Saved entries:
********************
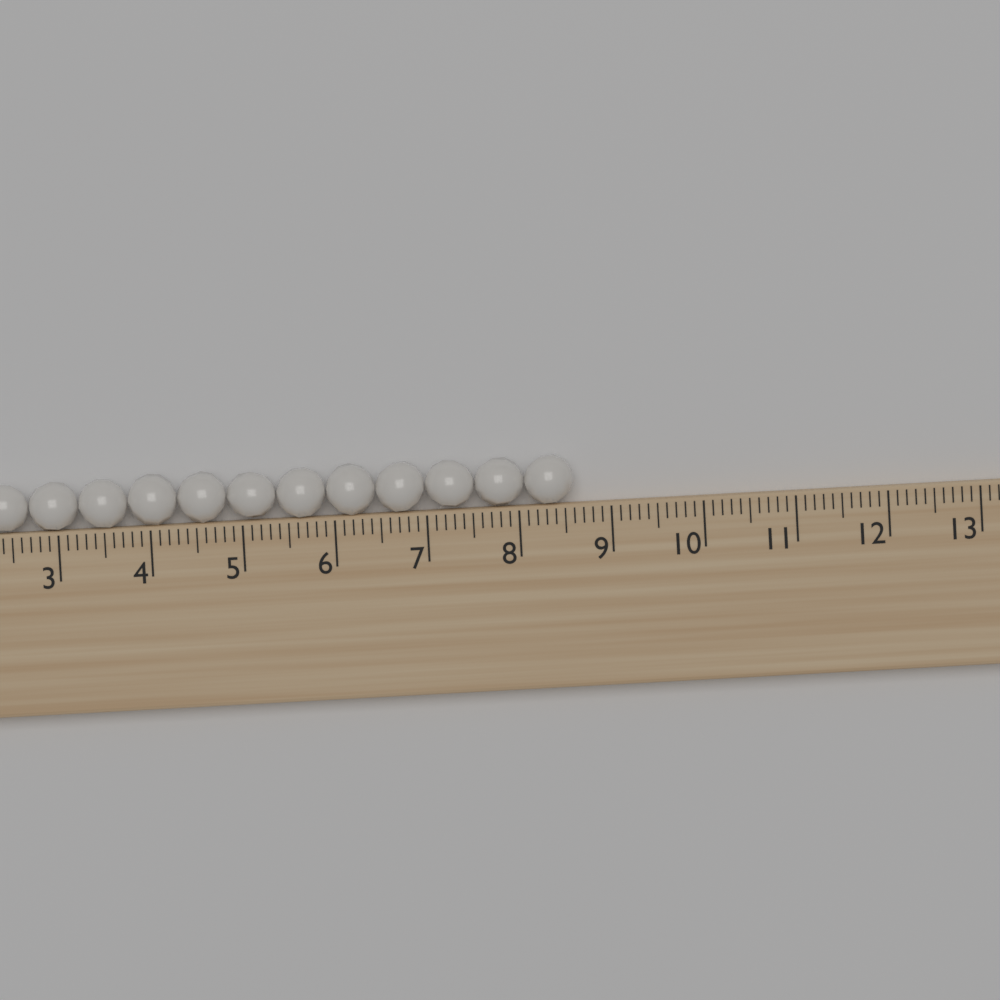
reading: 8.6 (no unit)
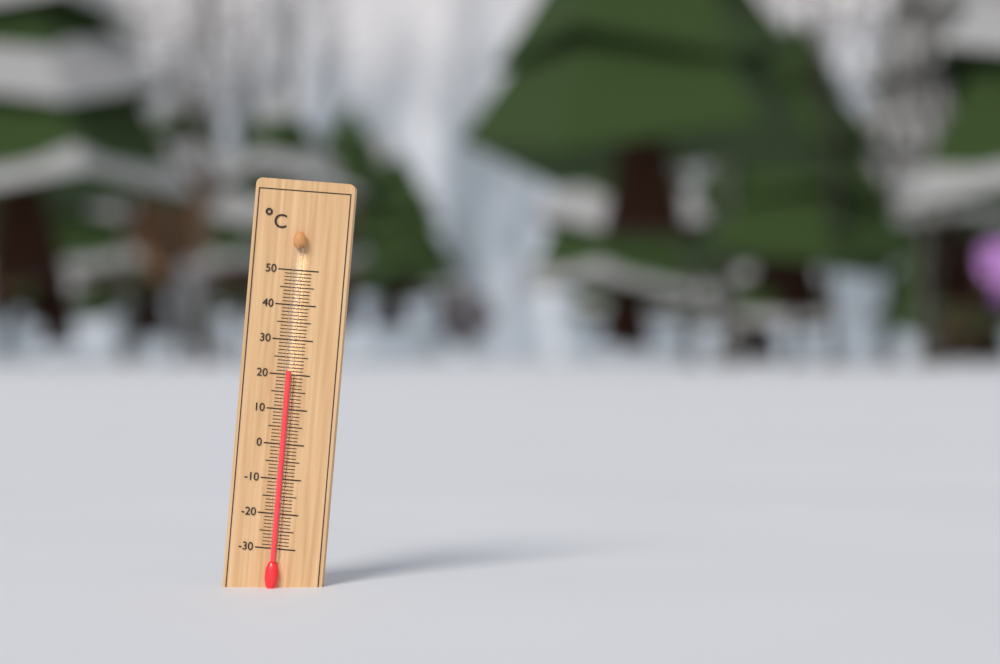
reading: 21 °C
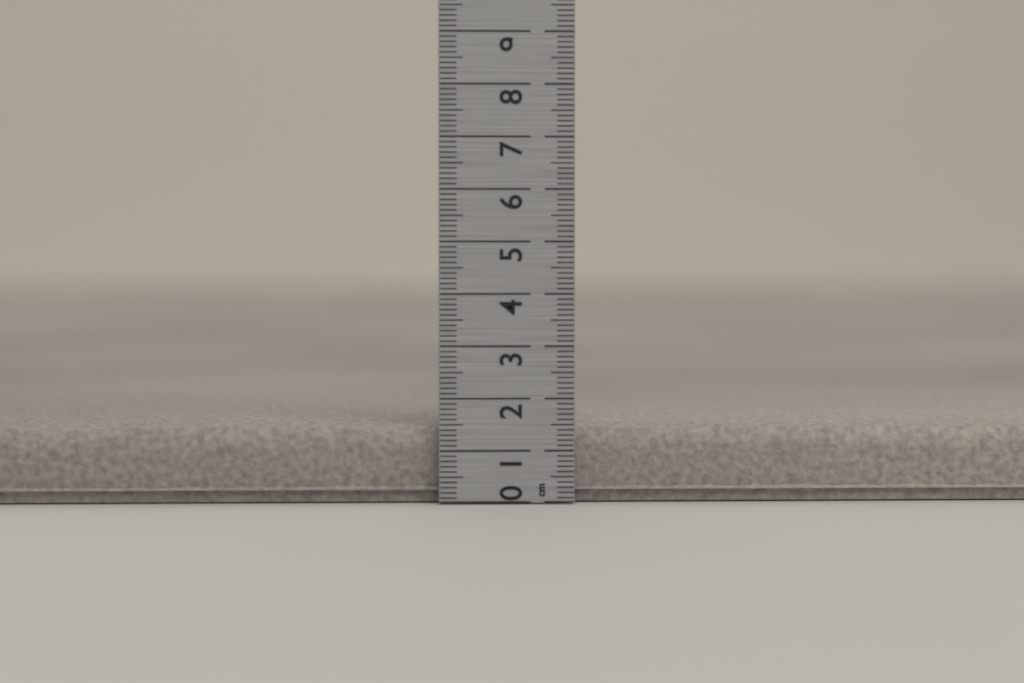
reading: 1.5 cm
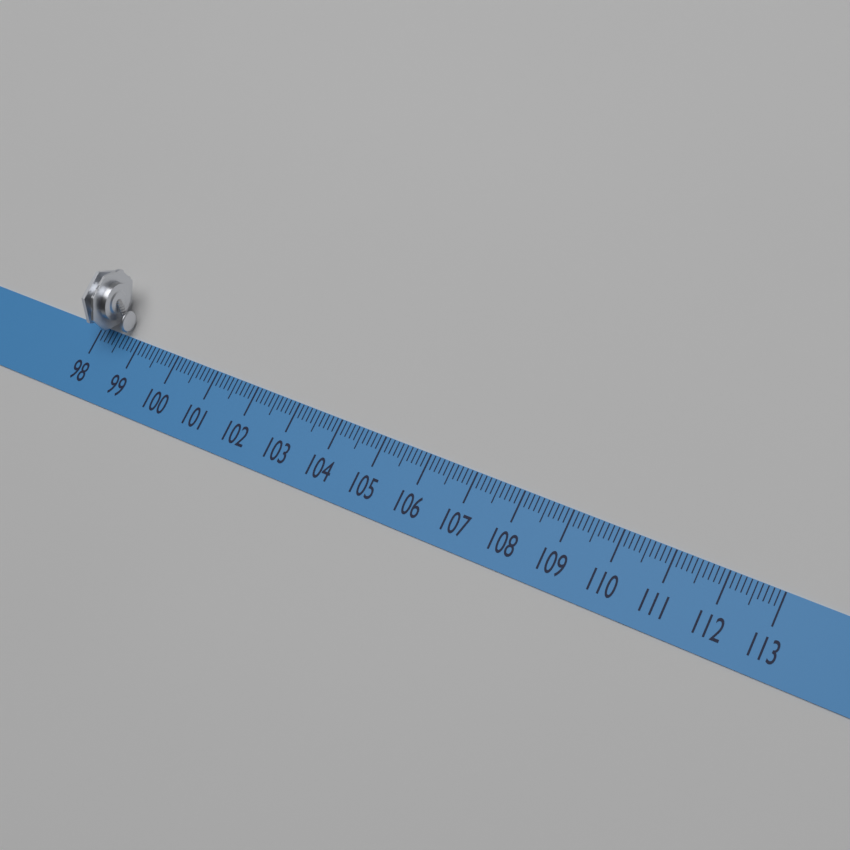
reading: 98.7 (no unit)
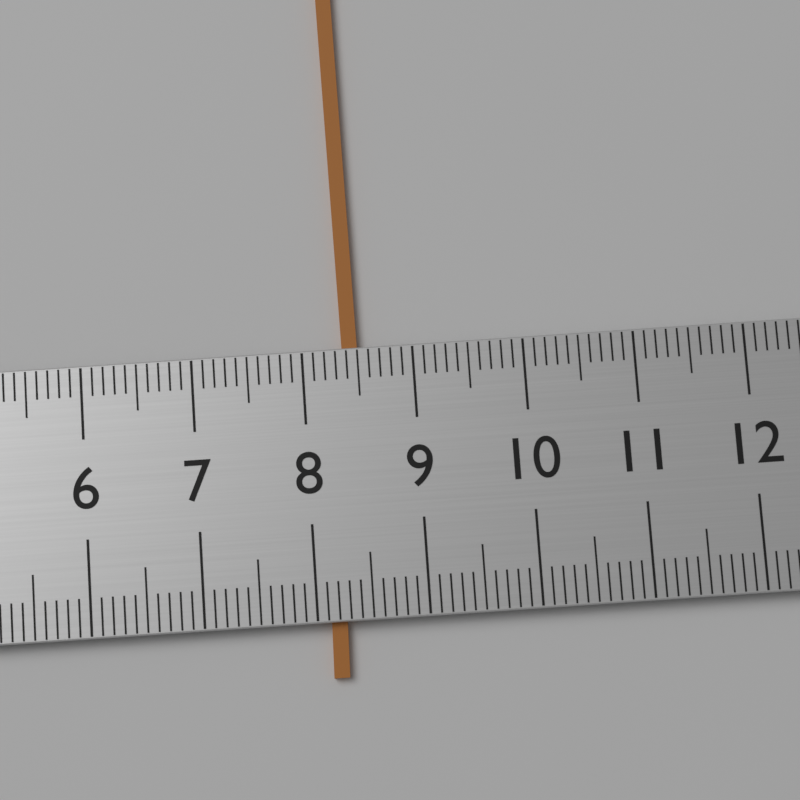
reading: 8.5 (no unit)
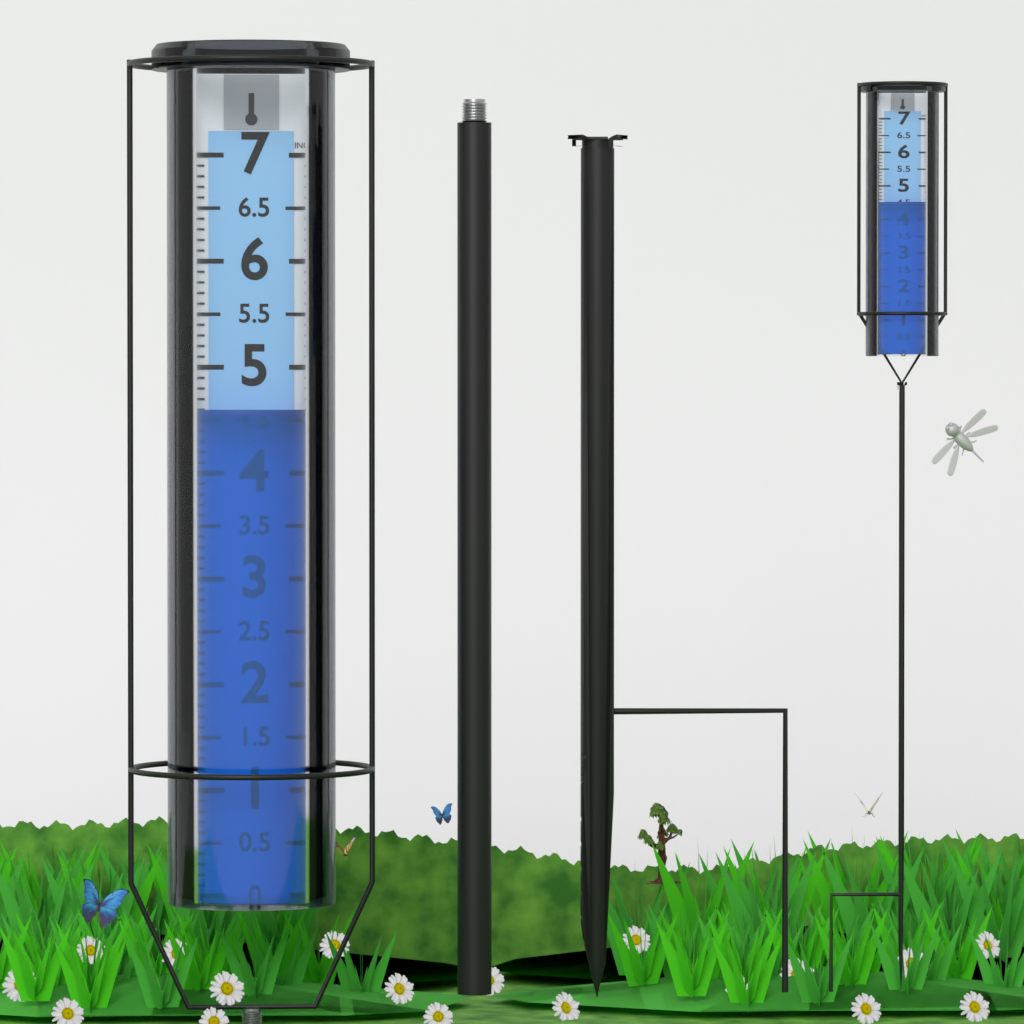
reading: 4.6 in
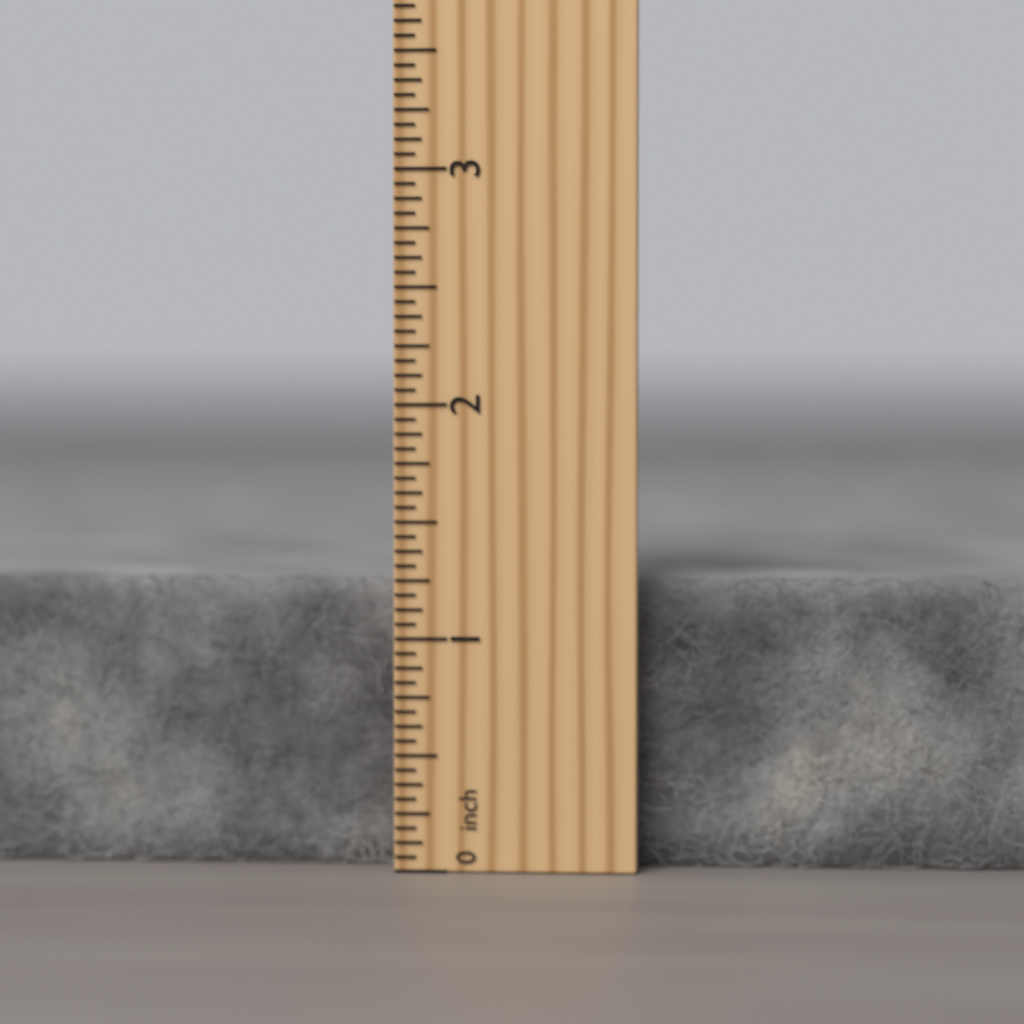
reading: 1.2500 inch
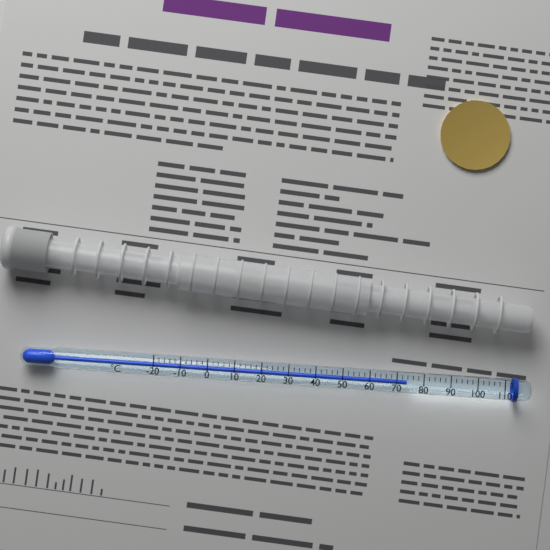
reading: 74 °C
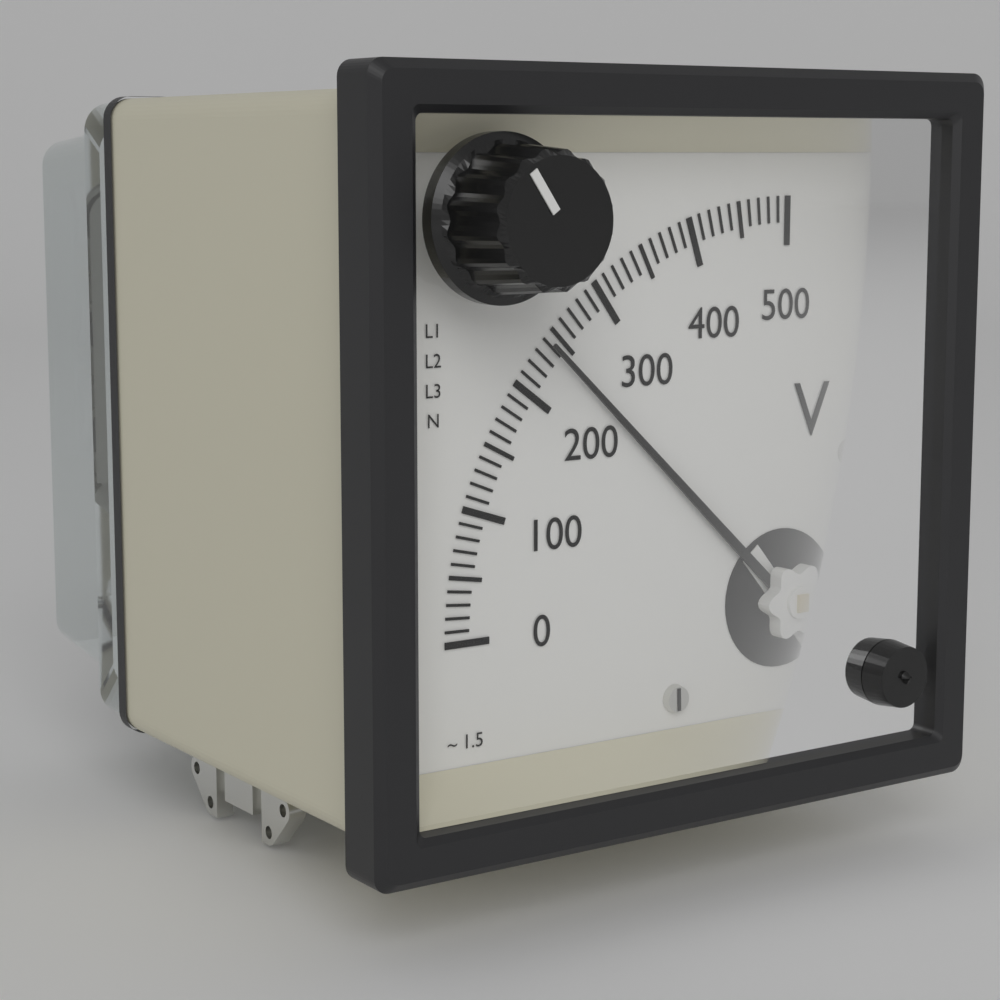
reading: 240 V
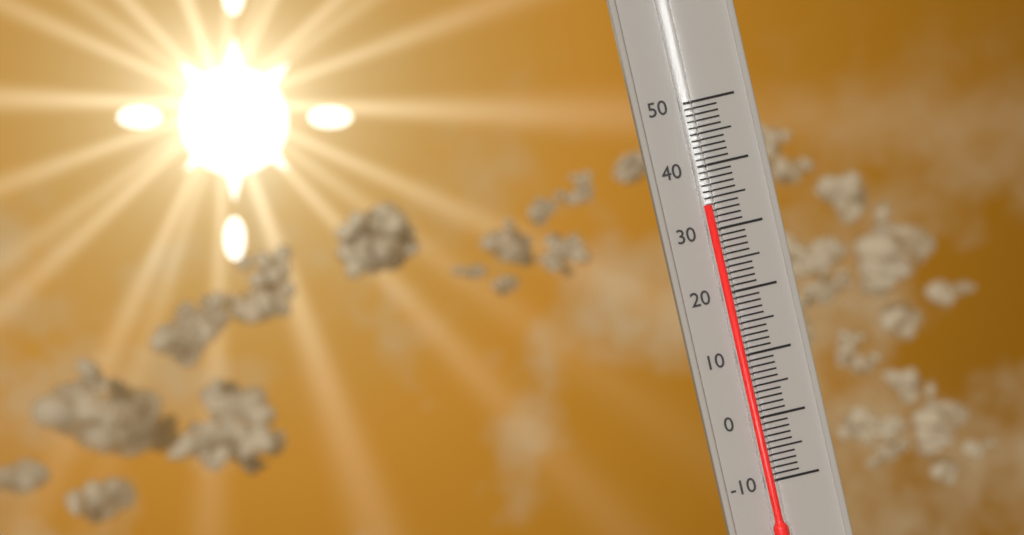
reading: 34 (no unit)
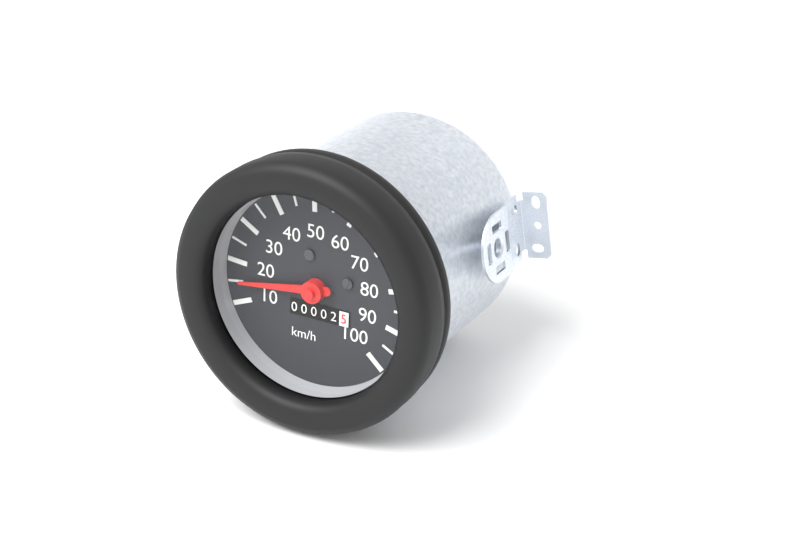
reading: 15 km/h
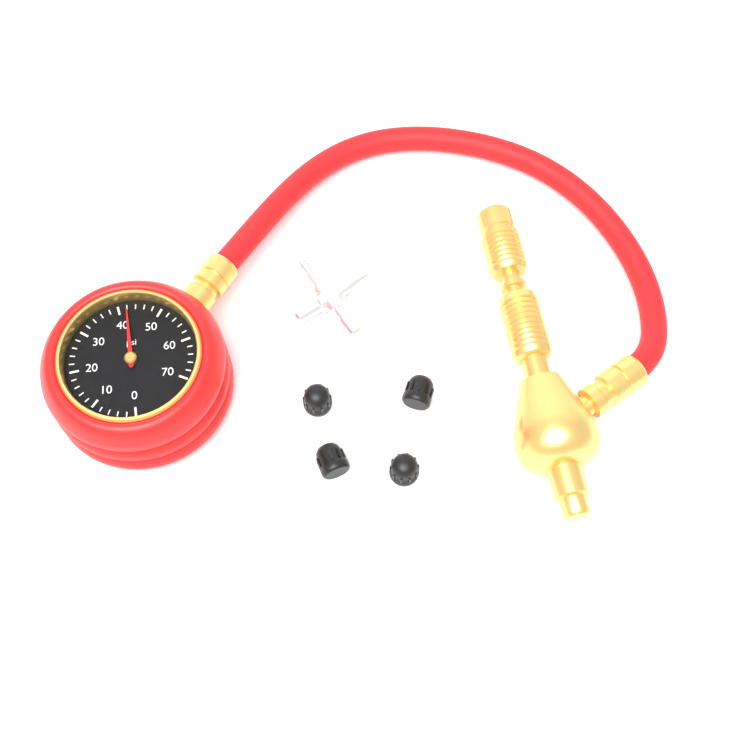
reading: 42 psi
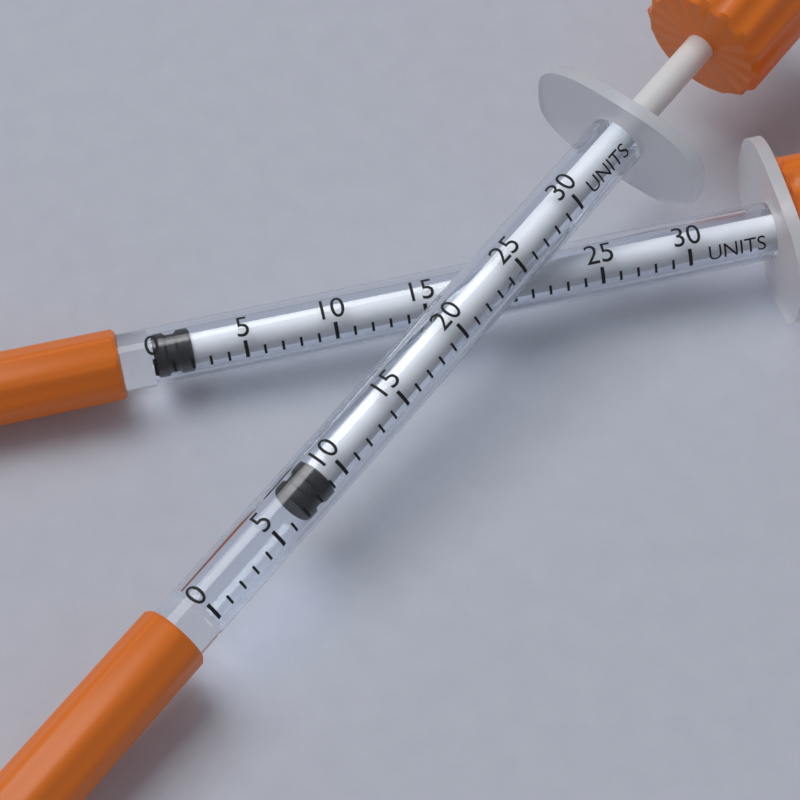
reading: 7 units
********************
◆ **WHAT YOU SHOULD DO**
Each entry above needs to be restated without a single word changed; skip the images.

◆ **WORKED SOLUTION**
reading: 8.6 (no unit)
reading: 21 °C
reading: 1.5 cm
reading: 98.7 (no unit)
reading: 8.5 (no unit)
reading: 4.6 in
reading: 1.2500 inch
reading: 74 °C
reading: 240 V
reading: 34 (no unit)
reading: 15 km/h
reading: 42 psi
reading: 7 units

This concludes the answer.